Flexible Sphere Access: At 19th level, a sphere magus may spend a spell point as a swift action to gain access to a magic talent he does not possess. He may gain access up to a maximum of three magic talents by spending additional spell points. This effect lasts 1 minute.

This replaces greater spell access.

That's basically it, hopefully it doesn't suck too much or isn't too overpowered (which ALSO sucks). And yes, I did away with Arcane Pool. It really IS much simpler this way.


Way cool! Your handling of spell recall is very fun and creative. I think I will edit my document when I get home.

I am still iffy on my removal of arcane pool. What do you think? I noticed the hedgewitch can get a arcane pool, so I don't know. I do like that it becomes only one resource mechanic.


Nyyyeah, I'm a bit biased in that I don't like the Hedgewitch as a class that much. My favourite of the new classes so far is the Shifter, so I'm afraid I'm not the best person to ask for advice on that front. EDIT: I feel like I should elaborate a bit on WHY I don't like the Hedgewitch that much. I feel like that sort of free-form feature mixing (like the Witch hexes, or the Magus' arcane pool, which really is just extra clutter when you have to think about converting spell points into arcane points or vice-versa) is best done through archetyping, and the "can become anything" spot is already occupied by the Incanter, so why does this exist?

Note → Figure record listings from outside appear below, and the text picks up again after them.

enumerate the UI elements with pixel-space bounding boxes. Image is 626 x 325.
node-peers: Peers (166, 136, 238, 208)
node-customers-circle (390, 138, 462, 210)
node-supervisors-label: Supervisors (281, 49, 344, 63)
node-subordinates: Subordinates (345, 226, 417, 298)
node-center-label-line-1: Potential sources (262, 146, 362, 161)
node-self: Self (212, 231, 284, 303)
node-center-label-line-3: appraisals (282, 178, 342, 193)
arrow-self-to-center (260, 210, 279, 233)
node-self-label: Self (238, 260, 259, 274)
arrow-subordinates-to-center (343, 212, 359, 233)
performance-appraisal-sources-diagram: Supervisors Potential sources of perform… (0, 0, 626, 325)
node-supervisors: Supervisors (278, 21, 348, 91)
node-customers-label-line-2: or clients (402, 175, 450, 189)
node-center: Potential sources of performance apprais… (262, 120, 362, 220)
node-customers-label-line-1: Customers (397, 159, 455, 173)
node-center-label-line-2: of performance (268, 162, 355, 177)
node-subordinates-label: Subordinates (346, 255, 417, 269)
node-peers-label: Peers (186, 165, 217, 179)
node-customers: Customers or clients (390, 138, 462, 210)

Still, thank you, I'm glad you like it!


Also note that this lifts the restriction on magus-only spells, as you sphere-cast everything. So you could dip for 2 levels and then go with a high-caster. Not sure how much that'd imbalance things (it doesn't feel like the benefit is that great, since you do lose BAB and stuffs), just felt like mentioning.


I would prefer to see the arcana pool stay, but I really like this conversion. Maybe keep the spell point bonus to one every two level? You do not have the extra bonus from int added again so I would not see there being a problem with balance issues. Also, sorry for the late post.